Thank you – and seems it works. I appreciate the effort from people to like posts. I often try and fail and it is so annoying after you have typed something!
Indeed
Thank you for this, all lovely and clear now! Pruning advice particularly welcome. I also promise to be very careful about where I put apostrophes.
Thank you – and sorry for the rant. I think it must be these low-energy bulbs making me ratty – after all if they have turned Trump orange who knows what they can do!
Indeed.
excellent article, thank you – even though I did know the acid/alkaline explanation for the color changes it is always usefull to have a complete reminder like this one. I have a question though, related to this. Is it possible that a hydrangea that needs acid to pick up aluminum and becume blue, also needs soil acidity to pick up other nutrients from the soil? in other words, are some of these macrophylas behaving like acidophile plants which will not thrive in alkaline soil? I am asking because I have two macrophylas, next to each other in the garden, one is thriving the other is not. They are both well established, being planted there for about ten years. This summer, reading the endless stream of articles about this subject that one is prone to find on the gardening blogs I had the intuition that maybe the plant needs acid for more than just enabling it to take aluminum. So I acidified the soil around it with one of these products sold for changing the color.

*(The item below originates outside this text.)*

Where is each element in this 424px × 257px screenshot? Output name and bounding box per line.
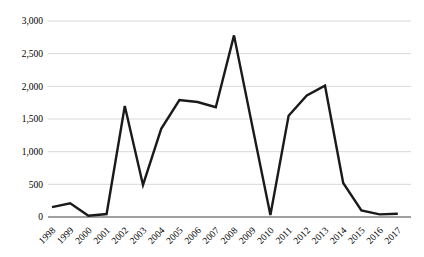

I think I do see an improvement – the leafs were chlorotic and they became greener in a couple of weeks after I acidified the soil but I can’t really claim that and I didn’t take before/after pictures.
Sorry for being long winded, but does this make any sense to you?
Thank you for your comment. Unfortunately it reminds me of the Blackadder lll episode with Samuel Johnson who forgot words in his dictionary – Sausage! (not at all funny if you have not seen it). So yes, I was not as complete in my post as I could have been and you used your intuition to discover a very good point. When I was very young we lived on almost pure chalk (soil not diet) and any (macrophylla) hydrangea planted became chlorotic with yellow leaves, often with green veins. It is one reason why it took me so long to like yellow-leaved plants. SO yes they are mildly calcifuge because high levels of calcium prevent the absorption of other nutrients such as iron and magnesium. A soil just on the alkaline side of neutral will make the flowers pink but very alkaline will also make the leaves yellow! And I hate yellow and pink. In short, you make a lot of sense.
thanks for the answer! will have to look up that Blackadder episode now
Gads! I wrote the same rant not too long ago. Because of the alkaline soil, hydrangeas are naturally pink. No one seems to get that. They ‘can’ be blue, but do not stay blue from year to year. With all the weird breeding, there are more that make better pinks, and more that make better blue. Red and purple are just getting ridiculous.